A couple of weeks ago, in Jessup, Pennsylvania—the small town next to my boyhood hometown—crowds of people gathered to celebrate the annual “Race of the Saints,” called in Italian La Corsa dei Ceri, “the Race of the Candles,” because that is what the structures the racers carried look like. You must imagine, set and pegged upright each on its own wide and sturdy platform of wooden beams, three candle-like pedestals as tall and thick as tree-trunks, surmounted by the images of three saints, George, Anthony, and the bishop Ubaldo.
These platforms weigh about 450 pounds, so you need a team of men to hoist them up on their shoulders, and then to race through the town, up and down the steep streets, while the people associated with each team cheer them on. Of course, the teams must be distinguished by festive garb, bright yellow-gold for Ubaldo, blue for George, and black for Anthony. Since it’s Saint Ubaldo’s feast day, his team must always “win,” but there’s still plenty of competition to see which team makes its way almost to the goal, and which team manages to get the “candles” pegged to the platform first and raised up high.
Why Ubaldo? He was the heroic and saintly bishop of the mountain city of Gubbio, near to Assisi in Umbria, in the twelfth century. Ubaldo was a peace-loving man, shy and retiring, modest in his garb and manner of life, solicitous for the welfare of the poor; but he it was who led the Eugubini (believe it or not, that’s what you call people who live in Gubbio) in battle against an alliance of nearby cities that had attacked them. When he died, the people venerated him as a saint, and to this day you can view his body in a chapel to which it was transferred four hundred years after his death. I have seen it. It lies in a glass coffin, and the flesh is incorrupt, though stretched taut above the bones.
So the good people of Gubbio have held, for centuries, this same race of the saints, though in Italy the candles weigh about 900 pounds, and the right to be a member of one of the teams is considered a family honor, passed down from fathers to sons. Thousands and thousands throng the streets of Gubbio for the race, in a city-wide festival of piety, tradition, old-fashioned boyish rivalry, feasting, and song. You may then ask why this same feast should be celebrated across the ocean, in Jessup.
Here we encounter something unthinkable now—at least in America, and I hope I do not speak for Italy also. The people of Gubbio define themselves by their city. They love the place; they honor their patron; they celebrate their feasts; they know their neighbors; and their neighbors, after all, are probably their kinsmen too, though it might take a genealogist to trace two neighboring streams back to their originating source. When the Eugubini emigrated to America, they did not scatter themselves across the continent. What would have been the good of that? Why would they have wanted to do so? The first of them settled in Jessup, to work in the coal mines, and they drew all their kin and neighbors to Jessup after them. Other than the mountainous terrain, there was nothing in Jessup that was like Gubbio. After all, in my own town, Archbald, the Italians emigrated not from Gubbio but from Tiriolo, in Calabria, several hundred miles away.

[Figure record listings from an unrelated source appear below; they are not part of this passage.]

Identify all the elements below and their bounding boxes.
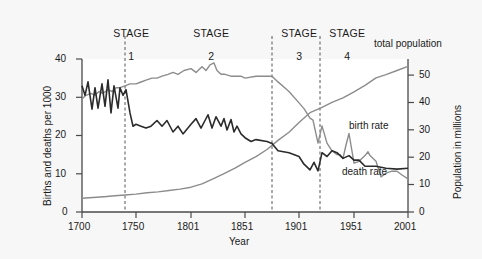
- y2-tick-label-20: 20: [419, 151, 430, 162]
- y2-tick-label-10: 10: [419, 178, 430, 189]
- demographic-transition-figure: STAGE 1 STAGE 2 STAGE 3 STAGE 4 total po…: [0, 0, 482, 259]
- stage-1-title: STAGE: [113, 27, 149, 39]
- x-tick-label-1801: 1801: [177, 221, 199, 232]
- stage-2-number: 2: [208, 50, 214, 62]
- y-tick-label-10: 10: [55, 168, 66, 179]
- y-tick-label-0: 0: [62, 206, 68, 217]
- x-tick-label-1901: 1901: [285, 221, 307, 232]
- stage-4-number: 4: [344, 50, 350, 62]
- y-tick-label-20: 20: [55, 129, 66, 140]
- stage-3-number: 3: [296, 50, 302, 62]
- stage-2-title: STAGE: [193, 27, 229, 39]
- y-tick-label-30: 30: [55, 91, 66, 102]
- stage-label-1: STAGE 1: [80, 16, 170, 74]
- x-tick-label-1851: 1851: [231, 221, 253, 232]
- y2-tick-label-40: 40: [419, 96, 430, 107]
- x-tick-label-1700: 1700: [68, 221, 90, 232]
- y2-tick-label-30: 30: [419, 124, 430, 135]
- x-tick-label-1951: 1951: [340, 221, 362, 232]
- stage-label-2: STAGE 2: [160, 16, 250, 74]
- plot-background: [82, 59, 408, 212]
- stage-1-number: 1: [128, 50, 134, 62]
- y-axis-title: Births and deaths per 1000: [42, 86, 53, 206]
- x-tick-label-1750: 1750: [122, 221, 144, 232]
- x-tick-label-2001: 2001: [394, 221, 416, 232]
- stage-4-title: STAGE: [329, 27, 365, 39]
- y2-tick-label-0: 0: [419, 206, 425, 217]
- stage-label-4: STAGE 4: [306, 16, 376, 74]
- annotation-total-population: total population: [374, 38, 442, 49]
- y2-tick-label-50: 50: [419, 69, 430, 80]
- annotation-death-rate: death rate: [342, 166, 387, 177]
- y2-axis-title: Population in millions: [452, 105, 463, 199]
- x-axis-title: Year: [229, 236, 249, 247]
- y-tick-label-40: 40: [55, 53, 66, 64]
- annotation-birth-rate: birth rate: [349, 120, 388, 131]
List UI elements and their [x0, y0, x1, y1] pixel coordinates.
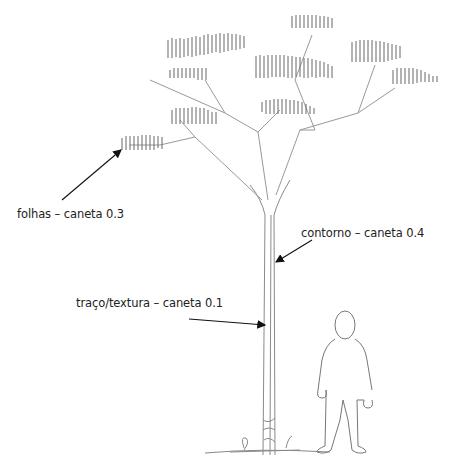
- leaf-cluster-mid-left: [170, 68, 206, 80]
- leaf-cluster-top-left: [168, 33, 244, 58]
- leaf-cluster-right: [393, 68, 437, 84]
- leaf-cluster-center: [256, 55, 332, 78]
- arrow-outline: [276, 240, 312, 262]
- arrow-leaves: [62, 150, 121, 200]
- label-texture: traço/textura – caneta 0.1: [76, 296, 223, 310]
- label-leaves: folhas – caneta 0.3: [17, 207, 124, 221]
- leaf-cluster-lower-center: [262, 99, 314, 114]
- leaf-cluster-right-top: [352, 40, 400, 62]
- leaf-cluster-top-center: [292, 15, 332, 28]
- leaf-clusters: [122, 15, 437, 150]
- leaf-cluster-far-left: [122, 135, 162, 150]
- tree-branches: [130, 35, 395, 200]
- human-figure: [317, 311, 373, 453]
- tree-trunk: [250, 180, 290, 455]
- leaf-cluster-lower-left: [172, 107, 216, 124]
- label-outline: contorno – caneta 0.4: [301, 226, 424, 240]
- arrow-texture: [189, 319, 265, 325]
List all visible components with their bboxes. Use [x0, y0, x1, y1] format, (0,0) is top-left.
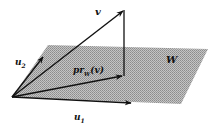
label-u1: u1: [74, 112, 85, 124]
label-u1-sub: 1: [81, 117, 85, 124]
label-u2: u2: [15, 57, 26, 69]
label-v: v: [95, 6, 101, 17]
projection-diagram: v u2 prW(v) W u1: [0, 0, 219, 131]
label-u2-sub: 2: [21, 62, 26, 69]
label-projection-arg: (v): [90, 65, 104, 75]
label-plane-w: W: [166, 54, 179, 65]
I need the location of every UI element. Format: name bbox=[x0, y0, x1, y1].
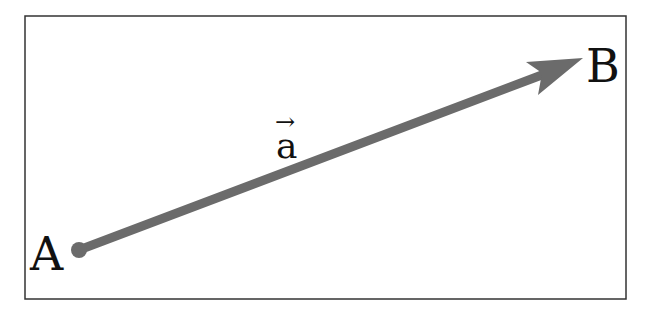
vector-label: a bbox=[276, 125, 297, 166]
vector-shaft bbox=[79, 70, 555, 250]
point-a-dot bbox=[71, 242, 87, 258]
point-b-label: B bbox=[586, 39, 620, 93]
vector-diagram: A B → a bbox=[0, 0, 650, 309]
point-a-label: A bbox=[29, 227, 64, 281]
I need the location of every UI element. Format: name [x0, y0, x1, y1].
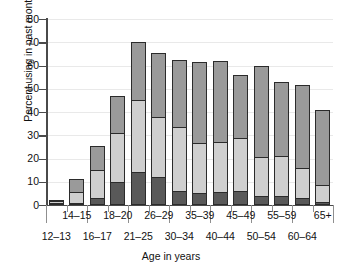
bar-segment-bottom: [131, 172, 146, 205]
y-tick-label-40: 40: [0, 107, 39, 118]
bar-segment-bottom: [213, 192, 228, 205]
bar-18-20: [110, 96, 125, 205]
bar-55-59: [274, 82, 289, 205]
gridline-40: [46, 112, 333, 113]
bar-segment-top: [90, 146, 105, 170]
bar-30-34: [172, 60, 187, 205]
y-tick-label-10: 10: [0, 176, 39, 187]
bar-segment-top: [213, 61, 228, 142]
bar-segment-bottom: [192, 193, 207, 205]
bar-segment-top: [254, 66, 269, 158]
bar-segment-bottom: [110, 182, 125, 205]
y-tick-30: [39, 135, 46, 136]
gridline-60: [46, 66, 333, 67]
x-axis-title: Age in years: [0, 250, 342, 262]
bar-segment-middle: [110, 133, 125, 182]
y-tick-20: [39, 159, 46, 160]
bar-segment-top: [274, 82, 289, 156]
bar-segment-top: [151, 53, 166, 117]
y-tick-label-60: 60: [0, 60, 39, 71]
x-label-65+: 65+: [299, 210, 342, 221]
y-tick-40: [39, 112, 46, 113]
bar-segment-bottom: [233, 191, 248, 205]
bar-segment-middle: [295, 168, 310, 198]
bar-segment-top: [131, 42, 146, 100]
bar-segment-middle: [151, 117, 166, 177]
bar-segment-middle: [254, 157, 269, 195]
bar-segment-middle: [69, 192, 84, 202]
y-tick-60: [39, 66, 46, 67]
bar-segment-middle: [274, 156, 289, 196]
bar-50-54: [254, 66, 269, 206]
bar-chart: Percent using in past month 010203040506…: [0, 0, 342, 267]
y-tick-label-80: 80: [0, 14, 39, 25]
bar-segment-top: [315, 110, 330, 186]
y-tick-label-0: 0: [0, 200, 39, 211]
bar-segment-middle: [90, 170, 105, 198]
bar-21-25: [131, 42, 146, 205]
gridline-70: [46, 42, 333, 43]
bar-segment-middle: [192, 143, 207, 193]
y-tick-label-30: 30: [0, 130, 39, 141]
bar-segment-middle: [315, 185, 330, 201]
bar-segment-bottom: [172, 191, 187, 205]
y-tick-50: [39, 89, 46, 90]
bar-segment-middle: [233, 138, 248, 191]
bar-segment-middle: [172, 127, 187, 191]
bar-segment-top: [192, 62, 207, 143]
y-tick-label-70: 70: [0, 37, 39, 48]
bar-40-44: [213, 61, 228, 205]
bar-14-15: [69, 179, 84, 205]
bar-26-29: [151, 53, 166, 205]
gridline-50: [46, 89, 333, 90]
bar-16-17: [90, 146, 105, 205]
y-tick-label-20: 20: [0, 153, 39, 164]
gridline-80: [46, 19, 333, 20]
plot-area: [46, 19, 333, 205]
bar-segment-top: [233, 75, 248, 138]
y-tick-label-50: 50: [0, 83, 39, 94]
bar-segment-top: [172, 60, 187, 127]
y-tick-10: [39, 182, 46, 183]
bar-segment-top: [69, 179, 84, 192]
bar-segment-middle: [213, 142, 228, 192]
gridline-30: [46, 135, 333, 136]
bar-segment-middle: [131, 100, 146, 172]
bar-45-49: [233, 75, 248, 205]
y-axis-line: [46, 18, 48, 206]
x-tick-0: [46, 205, 47, 223]
bar-segment-bottom: [151, 177, 166, 205]
bar-35-39: [192, 62, 207, 205]
bar-65+: [315, 110, 330, 205]
y-tick-70: [39, 42, 46, 43]
bar-segment-top: [110, 96, 125, 133]
bar-segment-top: [295, 85, 310, 168]
x-label-60-64: 60–64: [278, 231, 326, 242]
y-tick-80: [39, 19, 46, 20]
y-tick-0: [39, 205, 46, 206]
bar-60-64: [295, 85, 310, 205]
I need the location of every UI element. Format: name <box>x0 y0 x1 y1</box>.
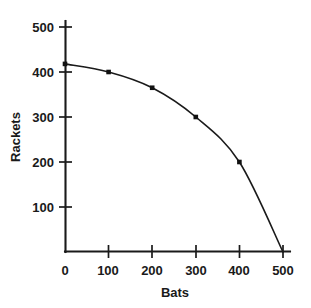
y-tick-label-400: 400 <box>32 65 54 80</box>
chart-background <box>0 0 311 308</box>
data-point-400 <box>237 160 242 165</box>
x-tick-label-500: 500 <box>272 263 294 278</box>
data-point-300 <box>194 115 199 120</box>
x-axis-title: Bats <box>161 285 189 300</box>
x-tick-label-100: 100 <box>97 263 119 278</box>
chart-canvas: 500 400 300 200 100 Rackets 0 100 200 30… <box>0 0 311 308</box>
x-tick-label-0: 0 <box>61 263 68 278</box>
y-axis-title: Rackets <box>8 112 23 162</box>
y-tick-label-300: 300 <box>32 110 54 125</box>
y-tick-label-500: 500 <box>32 20 54 35</box>
ppf-chart: 500 400 300 200 100 Rackets 0 100 200 30… <box>0 0 311 308</box>
data-point-100 <box>106 70 111 75</box>
y-tick-label-100: 100 <box>32 200 54 215</box>
x-tick-label-200: 200 <box>141 263 163 278</box>
x-tick-label-400: 400 <box>228 263 250 278</box>
y-tick-label-200: 200 <box>32 155 54 170</box>
data-point-200 <box>150 85 155 90</box>
data-point-0 <box>63 62 68 67</box>
x-tick-label-300: 300 <box>185 263 207 278</box>
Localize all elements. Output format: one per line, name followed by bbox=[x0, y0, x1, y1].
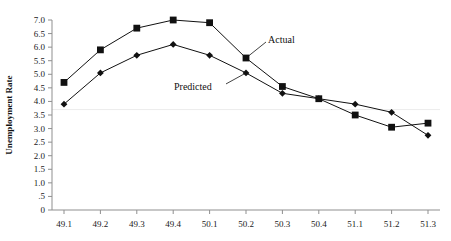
y-axis-tick-label: 6.5 bbox=[34, 29, 46, 39]
data-point-marker-square bbox=[206, 19, 213, 26]
y-axis-title: Unemployment Rate bbox=[4, 75, 14, 154]
x-axis-tick-label: 51.1 bbox=[347, 219, 363, 229]
chart-container: 0.51.01.52.02.53.03.54.04.55.05.56.06.57… bbox=[0, 0, 451, 241]
data-point-marker-square bbox=[133, 25, 140, 32]
y-axis-tick-label: 5.5 bbox=[34, 56, 46, 66]
data-point-marker-diamond bbox=[206, 52, 213, 59]
y-axis-tick-label: 4.0 bbox=[34, 96, 46, 106]
x-axis-tick-label: 50.3 bbox=[275, 219, 291, 229]
annotation-leader-line bbox=[246, 42, 266, 58]
y-axis-tick-label: 2.5 bbox=[34, 137, 46, 147]
x-axis-tick-label: 49.2 bbox=[93, 219, 109, 229]
x-axis-tick-label: 51.2 bbox=[384, 219, 400, 229]
data-point-marker-diamond bbox=[170, 41, 177, 48]
data-point-marker-square bbox=[61, 79, 68, 86]
x-axis-tick-label: 50.4 bbox=[311, 219, 327, 229]
y-axis-tick-group: 0.51.01.52.02.53.03.54.04.55.05.56.06.57… bbox=[34, 15, 52, 215]
x-axis-tick-label: 49.1 bbox=[56, 219, 72, 229]
annotation-group: ActualPredicted bbox=[174, 34, 295, 92]
data-point-marker-square bbox=[97, 46, 104, 53]
data-point-marker-square bbox=[170, 17, 177, 24]
y-axis-tick-label: 1.5 bbox=[34, 164, 46, 174]
x-axis-tick-label: 50.2 bbox=[238, 219, 254, 229]
x-axis-tick-label: 51.3 bbox=[420, 219, 436, 229]
data-series-group bbox=[61, 17, 432, 139]
chart-plot-area: 0.51.01.52.02.53.03.54.04.55.05.56.06.57… bbox=[0, 0, 451, 241]
data-point-marker-diamond bbox=[133, 52, 140, 59]
data-point-marker-diamond bbox=[425, 132, 432, 139]
x-axis-tick-label: 50.1 bbox=[202, 219, 218, 229]
data-point-marker-square bbox=[352, 112, 359, 119]
y-axis-tick-label: 6.0 bbox=[34, 42, 46, 52]
y-axis-tick-label: 2.0 bbox=[34, 151, 46, 161]
y-axis-tick-label: 4.5 bbox=[34, 83, 46, 93]
x-axis-tick-label: 49.3 bbox=[129, 219, 145, 229]
data-point-marker-square bbox=[388, 124, 395, 131]
x-axis-tick-group: 49.149.249.349.450.150.250.350.451.151.2… bbox=[56, 210, 436, 229]
series-label-actual: Actual bbox=[268, 34, 295, 45]
series-label-predicted: Predicted bbox=[174, 81, 212, 92]
y-axis-tick-label: 3.0 bbox=[34, 124, 46, 134]
data-point-marker-square bbox=[425, 120, 432, 127]
y-axis-tick-label: .5 bbox=[38, 191, 45, 201]
data-point-marker-diamond bbox=[279, 90, 286, 97]
x-axis-tick-label: 49.4 bbox=[165, 219, 181, 229]
y-axis-tick-label: 3.5 bbox=[34, 110, 46, 120]
data-point-marker-diamond bbox=[352, 101, 359, 108]
y-axis-tick-label: 0 bbox=[41, 205, 46, 215]
data-point-marker-square bbox=[279, 83, 286, 90]
annotation-leader-line bbox=[226, 73, 246, 84]
y-axis-tick-label: 7.0 bbox=[34, 15, 46, 25]
y-axis-tick-label: 1.0 bbox=[34, 178, 46, 188]
y-axis-tick-label: 5.0 bbox=[34, 69, 46, 79]
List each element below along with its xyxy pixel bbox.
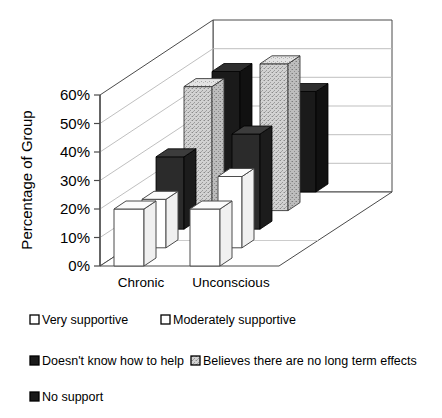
legend: Very supportive Moderately supportive Do… [30,313,417,404]
ytick-label-30: 30% [60,172,90,189]
legend-item-doesnt-know-how-to-help[interactable]: Doesn't know how to help [30,354,184,368]
ytick-label-60: 60% [60,86,90,103]
x-axis-labels: Chronic Unconscious [118,275,270,290]
ytick-label-40: 40% [60,143,90,160]
bar-chart-3d: 60% 50% 40% 30% 20% 10% 0% Percentage of… [0,0,442,418]
legend-swatch-white-icon [161,315,170,324]
legend-item-believes-no-long-term-effects[interactable]: Believes there are no long term effects [191,354,417,368]
category-label-chronic: Chronic [118,275,165,290]
legend-swatch-dark-icon [30,356,39,365]
legend-item-very-supportive[interactable]: Very supportive [30,313,128,327]
ytick-label-0: 0% [68,257,90,274]
legend-label-doesnt-know-how-to-help: Doesn't know how to help [42,354,184,368]
bar-chronic-very-supportive [114,201,156,266]
legend-label-no-support: No support [42,390,104,404]
y-axis-title: Percentage of Group [18,110,35,249]
legend-swatch-white-icon [30,315,39,324]
y-axis [94,95,100,266]
legend-swatch-black-icon [30,392,39,401]
bar-unconscious-very-supportive [190,201,232,266]
legend-item-no-support[interactable]: No support [30,390,104,404]
legend-swatch-speckled-icon [191,356,200,365]
ytick-label-10: 10% [60,229,90,246]
legend-label-moderately-supportive: Moderately supportive [173,313,296,327]
y-tick-labels: 60% 50% 40% 30% 20% 10% 0% [60,86,90,274]
legend-label-very-supportive: Very supportive [42,313,128,327]
ytick-label-50: 50% [60,115,90,132]
legend-label-believes-no-long-term-effects: Believes there are no long term effects [203,354,417,368]
legend-item-moderately-supportive[interactable]: Moderately supportive [161,313,296,327]
chart-container: 60% 50% 40% 30% 20% 10% 0% Percentage of… [0,0,442,418]
category-label-unconscious: Unconscious [192,275,270,290]
ytick-label-20: 20% [60,200,90,217]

So then, when the Eugubini came to Jessup, they brought their feast with them, beginning in 1909, though by 1952 it had fallen into abeyance. What brought it back was the surge of traditional feeling that came with the American bicentennial in 1976. That year was the centennial for both Archbald and Jessup, as each borough had been incorporated in 1876. I was a junior in high school then, and my family and I took some part in the big town parade on July 4; the ladies dressed in old-fashioned costumes, and a lot of the men grew beards. But two miles away, some of the elderly Italians got the idea of having the great Race again, and it has continued—with some lapses—ever since.
It seems to me that to conceive of such a feast in the first place, three things are essential. They are related. The first is neighborhood born of a felt kinship. I use the word neighborhood in its original sense, when it named not a geographical area but a virtue, that of being a good neighbor—a short step away from brotherhood. I fear that this may be hard to explain to people who did not grow up with something near to my 39 first cousins, or to my wife’s 43, most of whom we saw quite a lot of, played ball with, rode bicycles with, ate with on a Sunday at our grandparents’ house, went to school with, or to church. In both Italian towns, it was as it was also in those Pennsylvania towns, that your neighbors are your cousins, or your cousin’s cousins, or cousins to your cousin’s neighbor, and that means that you all fit in somehow, and there are no real strangers, at least not after you say your name.